(Pixel coordinate grounding data)
* * * * *
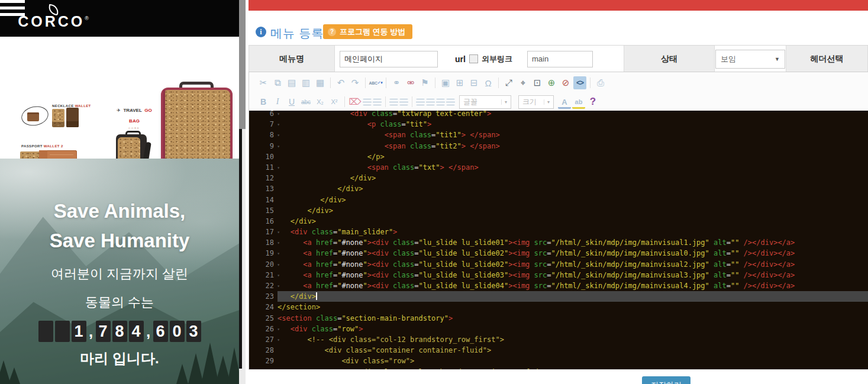  I want to click on redo-icon: ↷, so click(355, 83).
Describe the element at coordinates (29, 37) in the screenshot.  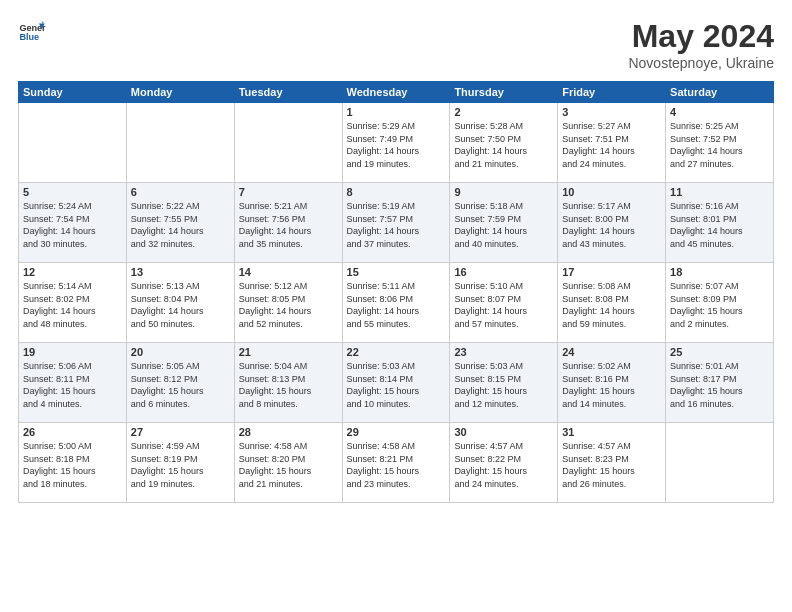
I see `svg-text: Blue` at that location.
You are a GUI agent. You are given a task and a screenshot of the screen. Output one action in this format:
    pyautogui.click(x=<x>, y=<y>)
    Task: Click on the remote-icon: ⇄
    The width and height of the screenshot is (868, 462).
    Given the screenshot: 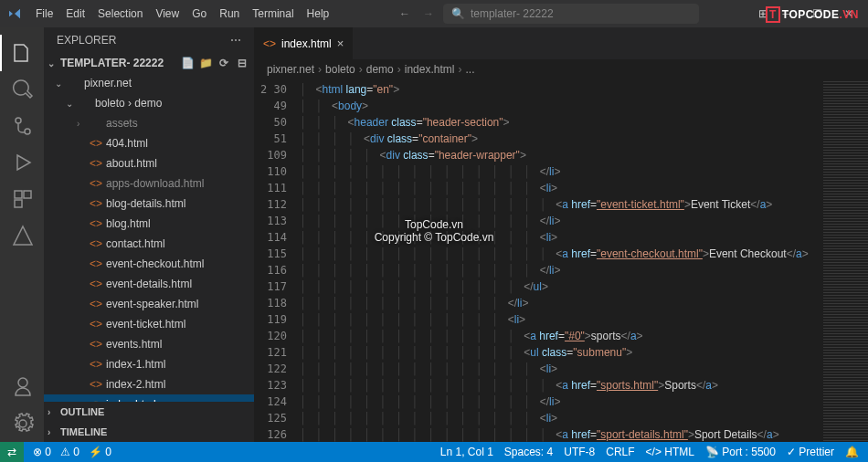 What is the action you would take?
    pyautogui.click(x=12, y=452)
    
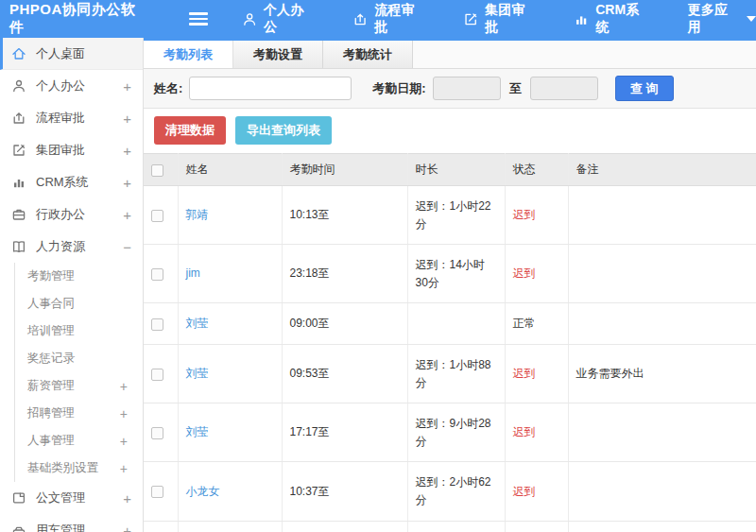 The height and width of the screenshot is (532, 756). Describe the element at coordinates (79, 440) in the screenshot. I see `sidebar-subitem-personnel-mgmt: 人事管理+` at that location.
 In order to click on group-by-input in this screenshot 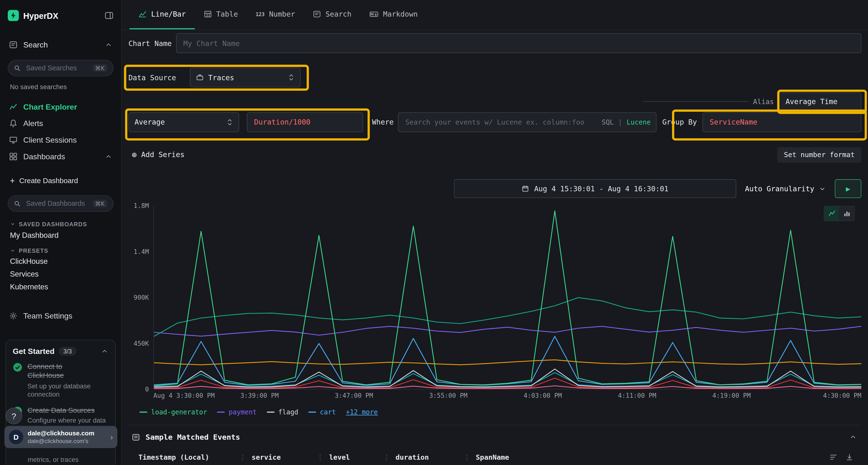, I will do `click(782, 122)`.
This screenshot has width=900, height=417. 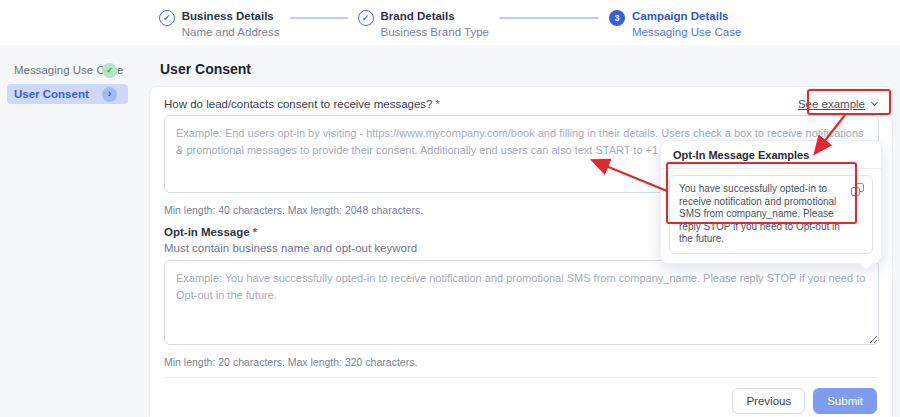 What do you see at coordinates (435, 32) in the screenshot?
I see `step-subtitle: Business Brand Type` at bounding box center [435, 32].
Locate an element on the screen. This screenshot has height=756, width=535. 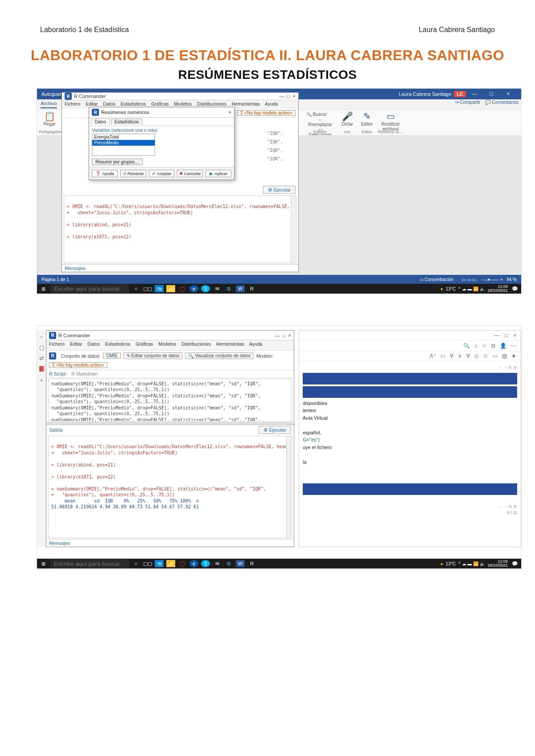
modal-apply-button: Aplicar is located at coordinates (218, 174).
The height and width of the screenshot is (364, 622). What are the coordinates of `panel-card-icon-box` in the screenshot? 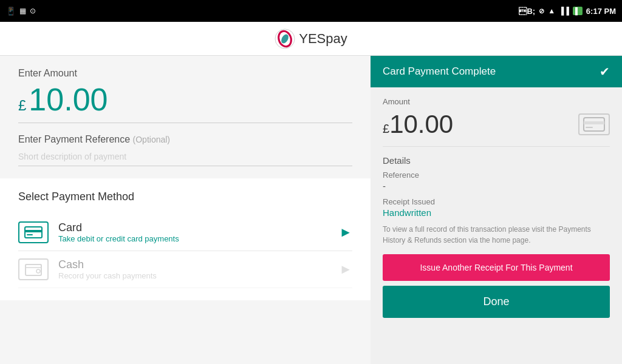 It's located at (594, 124).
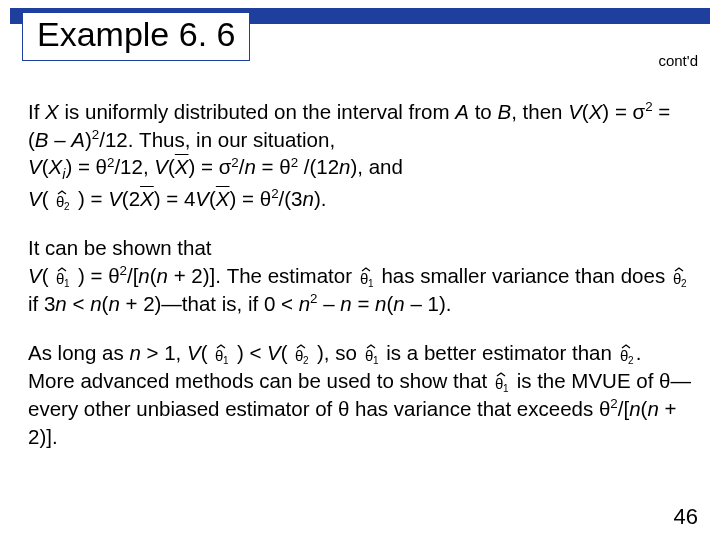  What do you see at coordinates (164, 352) in the screenshot?
I see `text: > 1,` at bounding box center [164, 352].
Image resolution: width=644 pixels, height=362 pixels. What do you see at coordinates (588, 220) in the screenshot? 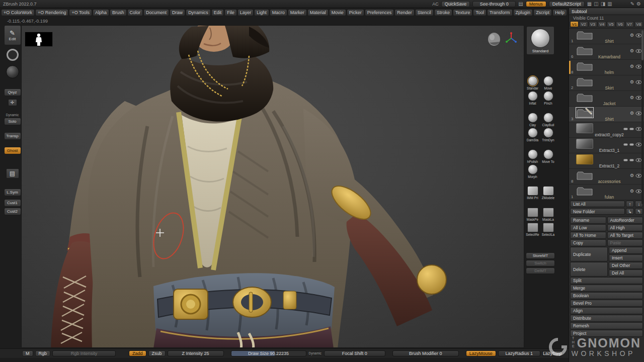
I see `rename-button: Rename` at bounding box center [588, 220].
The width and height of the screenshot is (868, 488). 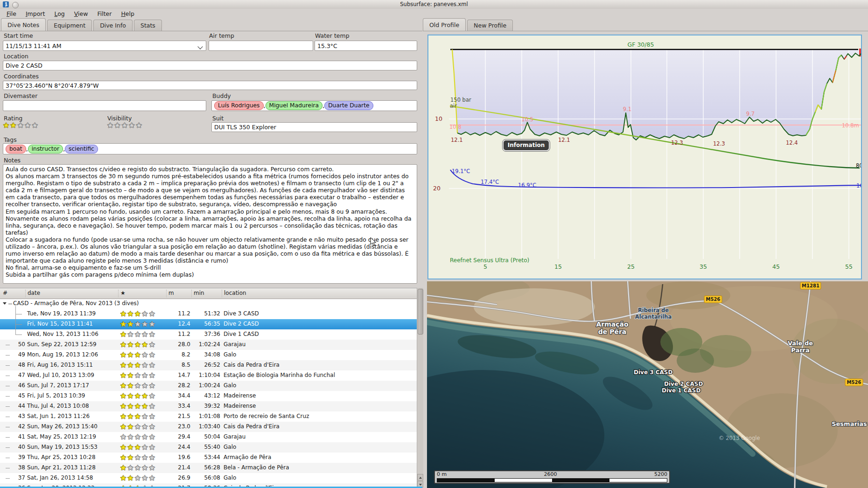 I want to click on start-time-input: 11/15/13 11:41 AM, so click(x=105, y=46).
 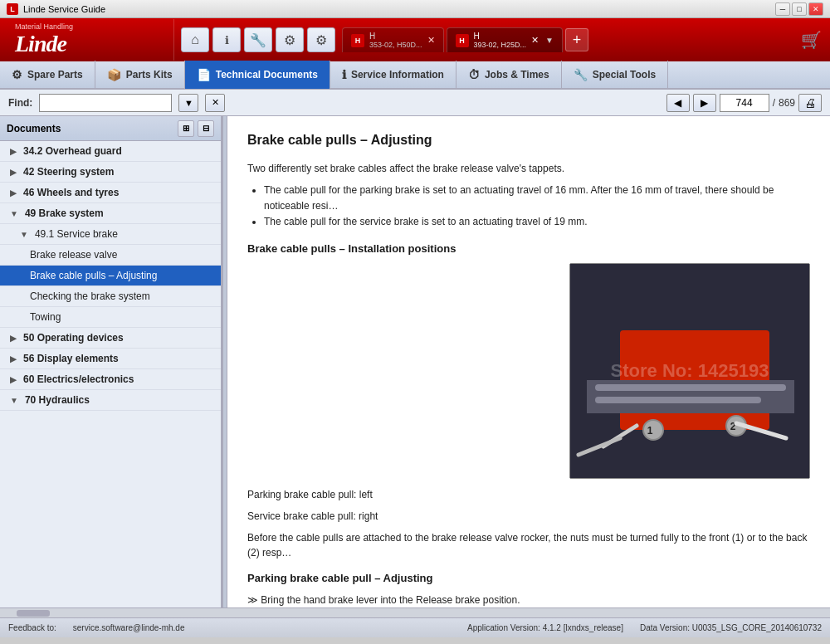 I want to click on service-info-icon: ℹ, so click(x=344, y=75).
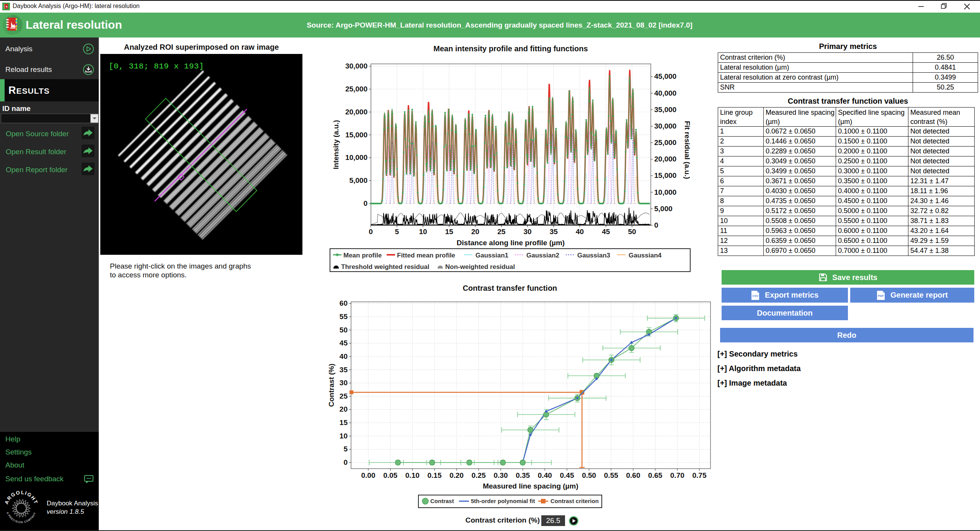 The height and width of the screenshot is (531, 980). Describe the element at coordinates (492, 256) in the screenshot. I see `svg-text: Gaussian1` at that location.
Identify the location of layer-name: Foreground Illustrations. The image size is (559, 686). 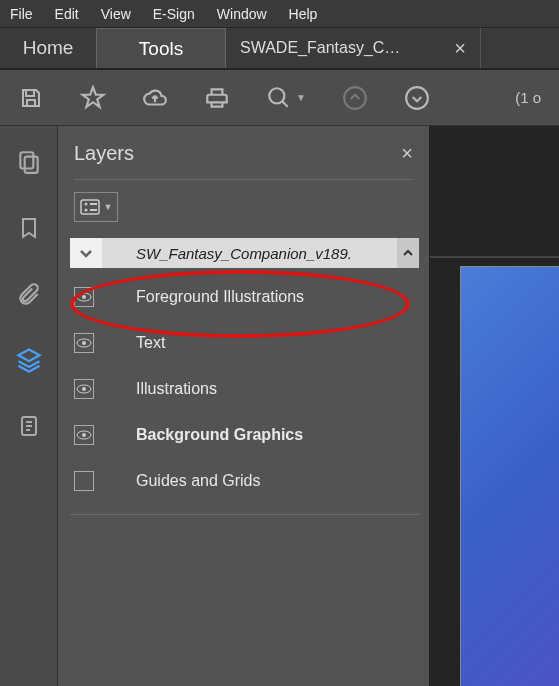
(207, 297).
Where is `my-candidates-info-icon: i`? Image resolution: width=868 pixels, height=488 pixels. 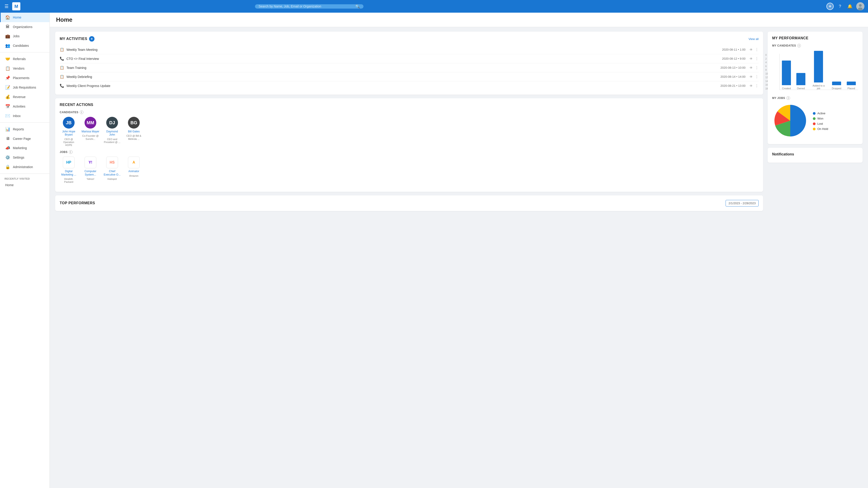
my-candidates-info-icon: i is located at coordinates (799, 46).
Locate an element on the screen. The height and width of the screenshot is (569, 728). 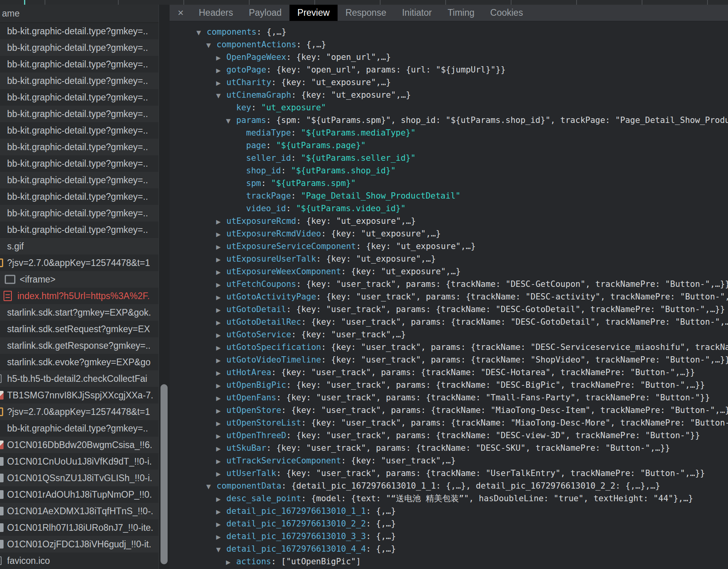
request-row: O1CN01AeXDMX1J8iTqfHTnS_!!0-. is located at coordinates (79, 511).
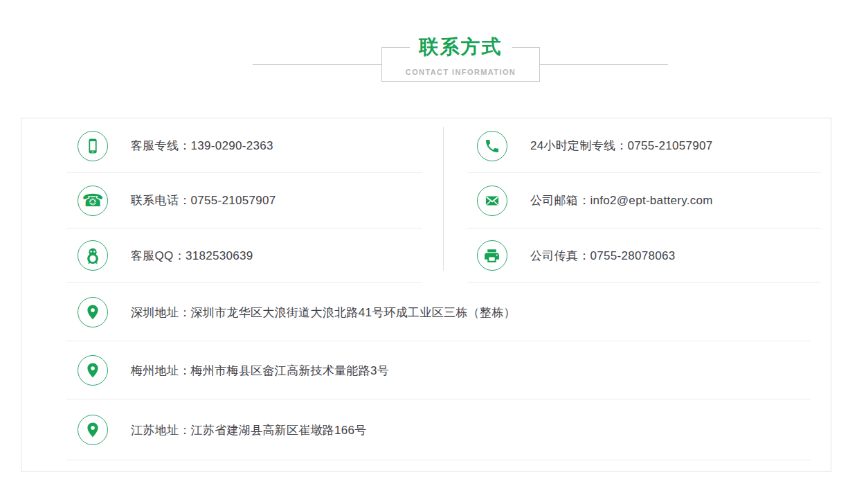  I want to click on header-line-right, so click(604, 65).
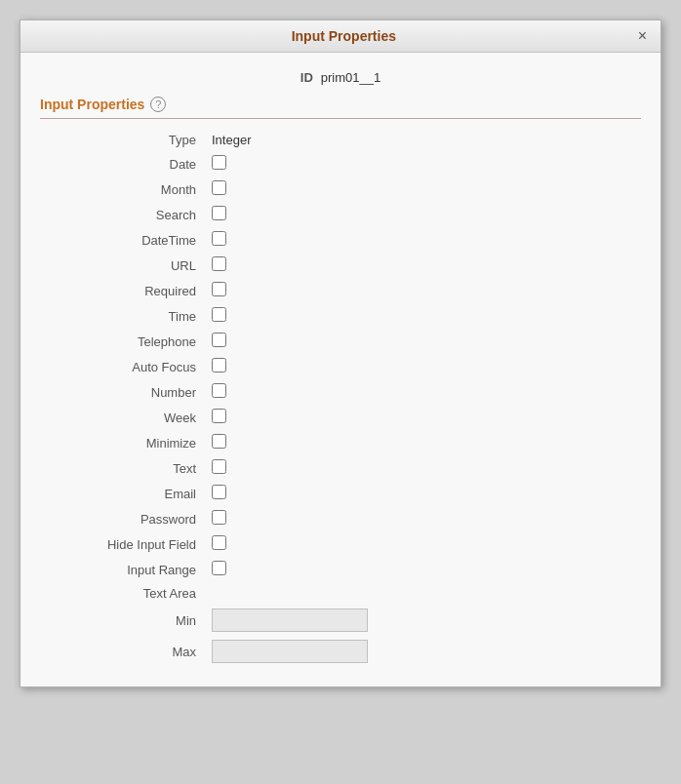 Image resolution: width=681 pixels, height=784 pixels. Describe the element at coordinates (219, 162) in the screenshot. I see `checkbox-date` at that location.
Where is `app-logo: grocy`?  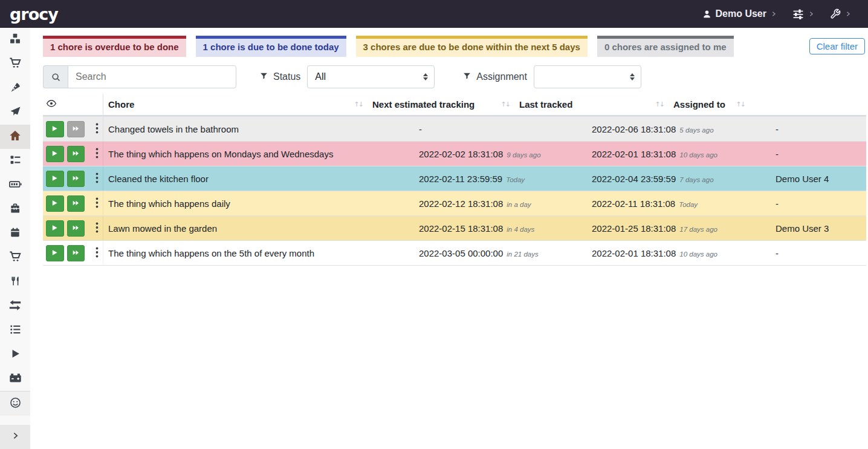
app-logo: grocy is located at coordinates (34, 15).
* * * * *
Reproduce exactly the entries above, limited to the lines from the one with "pyautogui.click(x=<x>, y=<y>)" through the one with "The width and height of the screenshot is (868, 462).", both included.

    pyautogui.click(x=<x>, y=<y>)
    Task: Click on the remote-icon: ⇄
    The width and height of the screenshot is (868, 462).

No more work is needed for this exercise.